• NSF NEON | Open Data to Understand our Ecosystems
  • Biorepository Data Portal

  • Home
  • Search
    • Sample search
    • Map search
    • Dynamic Species List
    • Taxonomic Explorer
  • Images
    • Image Browser
    • Image Search
  • Datasets
    • Research Datasets and Special Collections
    • Carabidae Checklists with Keys
    • Checklist: Research Sites - Invertebrates
    • Checklist: Research Sites - Plants
    • Checklist: Research Sites - Vertebrates
  • Sample Use
    • Sample Use Policy
    • Sample Request
    • Sample Archival Request
    • Data Usage Policy
    • Dataset Publishing
  • Additional Information
    • Tutorials and Help
    • Biorepository Staff
    • About NEON
    • NEON Data Portal
    • ASU Biocollections
    • About Symbiota
  • Getting Started
Login New Account Sitemap
Sporobolus anglicus (C.E.Hubb.) P.M.Peterson & Saarela  

No occurrences found

Family: Poaceae
common cordgrass
[Spartina anglica C.E.Hubb.]
Images
not available
  • FNA
  • Resources
Mary E. Barkworth. Flora of North America

Plants rhizomatous; rhizomes elongate, flaccid, thick, whitish, imbricate. Culms 30-130 cm, forming large clumps. Sheaths glabrous, rounded dorsally; ligules 2-3 mm; blades 10-46 cm long, 6-15 mm wide, persistent or deciduous, flat or involute, adaxial surfaces ridged, not scabrous, margins smooth or slightly scabrous, sharply pointed, blades of upper leaves strongly divergent. Panicles 12-40 cm, with 2-12, more or less equally spaced branches; branches 16-25 cm, erect or somewhat divergent, axes pubescent, extending up to 5 cm beyond the spikelets; disarticulation at the base of the glumes, spikelets falling intact at maturity. Spikelets 14-21 mm long, 2-3 mm wide, narrowly oblong, appressed, closely imbricate. Glumes straight, sides appressed pubescent, keels ciliate or hispid, acute; lower glumes 10-14 mm, 2/3-4/5 as long as the upper glumes, 1-veined; upper glumes exceeding the floret, 3-6-veined; lemmas shorter than the upper glumes, shortly appressed pubescent, 1-3-veined, acute; paleas a little longer than the lemmas; anthers 5-13 mm, well-filled, dehiscent at maturity. 2n = 122-124.

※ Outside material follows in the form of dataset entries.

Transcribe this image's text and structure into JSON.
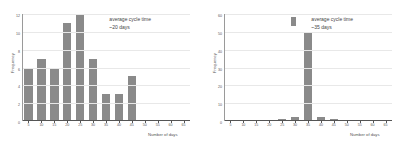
{
  "chart_data": [
    {
      "id": "left",
      "type": "bar",
      "title": "",
      "xlabel": "Number of days",
      "ylabel": "Frequency",
      "categories": [
        5,
        10,
        15,
        20,
        25,
        30,
        35,
        40,
        45,
        50,
        55,
        60,
        65
      ],
      "values": [
        6,
        7,
        6,
        11,
        12,
        7,
        3,
        3,
        5,
        0,
        0,
        0,
        0
      ],
      "xticks": [
        5,
        10,
        15,
        20,
        25,
        30,
        35,
        40,
        45,
        50,
        55,
        60,
        65
      ],
      "yticks": [
        0,
        2,
        4,
        6,
        8,
        10,
        12
      ],
      "ylim": [
        0,
        12
      ],
      "xlim": [
        2.5,
        67.5
      ],
      "grid": true,
      "legend": "none",
      "bar_color": "#8a8a8a",
      "annotation": {
        "line1": "average cycle time",
        "line2": "~20 days"
      }
    },
    {
      "id": "right",
      "type": "bar",
      "title": "",
      "xlabel": "Number of days",
      "ylabel": "Frequency",
      "categories": [
        5,
        10,
        15,
        20,
        25,
        30,
        35,
        40,
        45,
        50,
        55,
        60,
        65
      ],
      "values": [
        0,
        0,
        0,
        0,
        1,
        2,
        50,
        2,
        1,
        0,
        0,
        0,
        0
      ],
      "xticks": [
        5,
        10,
        15,
        20,
        25,
        30,
        35,
        40,
        45,
        50,
        55,
        60,
        65
      ],
      "yticks": [
        0,
        10,
        20,
        30,
        40,
        50,
        60
      ],
      "ylim": [
        0,
        60
      ],
      "xlim": [
        2.5,
        67.5
      ],
      "grid": true,
      "legend": "swatch",
      "bar_color": "#8a8a8a",
      "annotation": {
        "line1": "average cycle time",
        "line2": "~35 days"
      }
    }
  ]
}
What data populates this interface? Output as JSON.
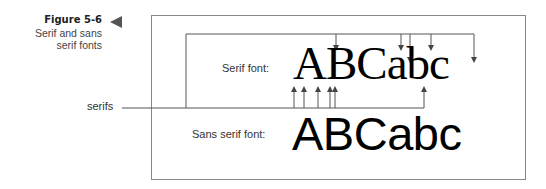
{
  "caption": {
    "figure_number": "Figure 5-6",
    "title_line1": "Serif and sans",
    "title_line2": "serif fonts"
  },
  "diagram": {
    "callout_label": "serifs",
    "serif_row": {
      "label": "Serif font:",
      "sample": "ABCabc"
    },
    "sans_serif_row": {
      "label": "Sans serif font:",
      "sample": "ABCabc"
    },
    "arrows": {
      "top_bracket_down_arrow_x": [
        336,
        401,
        410,
        431,
        474
      ],
      "bottom_bracket_up_arrow_x": [
        294,
        304,
        318,
        330,
        335,
        424
      ]
    }
  },
  "colors": {
    "line": "#555555",
    "frame": "#888888",
    "text": "#333333",
    "sample": "#000000"
  }
}
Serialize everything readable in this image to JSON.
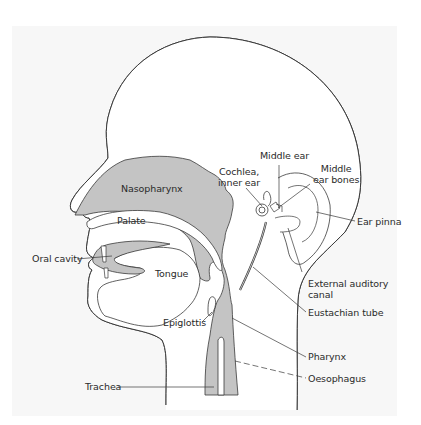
{
  "diagram": {
    "colors": {
      "background": "#ffffff",
      "panel": "#f7f7f7",
      "outline": "#3a3a3a",
      "cavity_fill": "#c4c4c4",
      "label_text": "#2a2a2a"
    },
    "labels": {
      "nasopharynx": "Nasopharynx",
      "palate": "Palate",
      "oral_cavity": "Oral cavity",
      "tongue": "Tongue",
      "epiglottis": "Epiglottis",
      "trachea": "Trachea",
      "middle_ear": "Middle ear",
      "cochlea_line1": "Cochlea,",
      "cochlea_line2": "inner ear",
      "middle_ear_bones_line1": "Middle",
      "middle_ear_bones_line2": "ear bones",
      "ear_pinna": "Ear pinna",
      "external_auditory_canal_line1": "External auditory",
      "external_auditory_canal_line2": "canal",
      "eustachian_tube": "Eustachian tube",
      "pharynx": "Pharynx",
      "oesophagus": "Oesophagus"
    }
  }
}
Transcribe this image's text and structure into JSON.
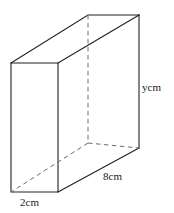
{
  "figure": {
    "type": "cuboid-diagram",
    "stroke_color": "#231f20",
    "dashed_color": "#6b6b6b",
    "background_color": "#ffffff",
    "labels": {
      "width": "2cm",
      "length": "8cm",
      "height": "ycm"
    },
    "geometry": {
      "front_top_left": [
        11,
        63
      ],
      "front_top_right": [
        58,
        63
      ],
      "front_bottom_right": [
        58,
        192
      ],
      "front_bottom_left": [
        11,
        192
      ],
      "back_top_left": [
        88,
        15
      ],
      "back_top_right": [
        139,
        15
      ],
      "back_bottom_right": [
        139,
        148
      ],
      "back_bottom_left": [
        88,
        143
      ]
    }
  }
}
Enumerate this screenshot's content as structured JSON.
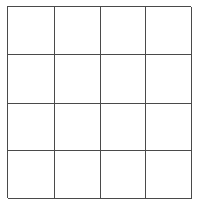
{
  "diagram": {
    "type": "grid",
    "rows": 4,
    "columns": 4,
    "line_color": "#4a4a4a",
    "background_color": "#ffffff",
    "cells": [
      [
        "",
        "",
        "",
        ""
      ],
      [
        "",
        "",
        "",
        ""
      ],
      [
        "",
        "",
        "",
        ""
      ],
      [
        "",
        "",
        "",
        ""
      ]
    ]
  }
}
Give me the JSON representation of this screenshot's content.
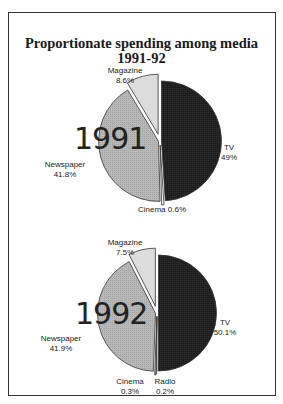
{
  "chart_data": [
    {
      "type": "pie",
      "title": "Proportionate spending among media 1991-92",
      "label": "1991",
      "categories": [
        "TV",
        "Cinema",
        "Newspaper",
        "Magazine"
      ],
      "values": [
        49,
        0.6,
        41.8,
        8.6
      ],
      "value_labels": [
        "49%",
        "0.6%",
        "41.8%",
        "8.6%"
      ],
      "colors": [
        "#1c1c1c",
        "#ffffff",
        "#b4b4b4",
        "#dcdcdc"
      ],
      "exploded": [
        "Magazine",
        "Cinema"
      ]
    },
    {
      "type": "pie",
      "title": "Proportionate spending among media 1991-92",
      "label": "1992",
      "categories": [
        "TV",
        "Radio",
        "Cinema",
        "Newspaper",
        "Magazine"
      ],
      "values": [
        50.1,
        0.2,
        0.3,
        41.9,
        7.5
      ],
      "value_labels": [
        "50.1%",
        "0.2%",
        "0.3%",
        "41.9%",
        "7.5%"
      ],
      "colors": [
        "#1c1c1c",
        "#ffffff",
        "#ffffff",
        "#b4b4b4",
        "#dcdcdc"
      ],
      "exploded": [
        "Magazine",
        "Radio",
        "Cinema"
      ]
    }
  ],
  "title_line1": "Proportionate spending among media",
  "title_line2": "1991-92",
  "pie1": {
    "year": "1991",
    "magazine_name": "Magazine",
    "magazine_val": "8.6%",
    "tv_name": "TV",
    "tv_val": "49%",
    "newspaper_name": "Newspaper",
    "newspaper_val": "41.8%",
    "cinema_label": "Cinema 0.6%"
  },
  "pie2": {
    "year": "1992",
    "magazine_name": "Magazine",
    "magazine_val": "7.5%",
    "tv_name": "TV",
    "tv_val": "50.1%",
    "newspaper_name": "Newspaper",
    "newspaper_val": "41.9%",
    "cinema_name": "Cinema",
    "cinema_val": "0.3%",
    "radio_name": "Radio",
    "radio_val": "0.2%"
  }
}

Spartina anglica is a naturally formed amphidiploid, derived from S. ×townsendii, that was first recognized as a separate species in 1968. It has been introduced (like S. ×townsendii) for reclamation of tidal mudflats. It differs from Spartina ×townsendii in its wider and more widely divergent upper blades, longer ligules, longer, more hairy spikelets, and longer, well-filled anthers.

Click to Display
0 Total Images
NSF NEON | Open Data to Understand our Ecosystems The National Ecological Observatory Network is a major facility fully funded by the National Science Foundation. Any opinions, findings and conclusions or recommendations expressed in this material do not necessarily reflect the views of the National Science Foundation.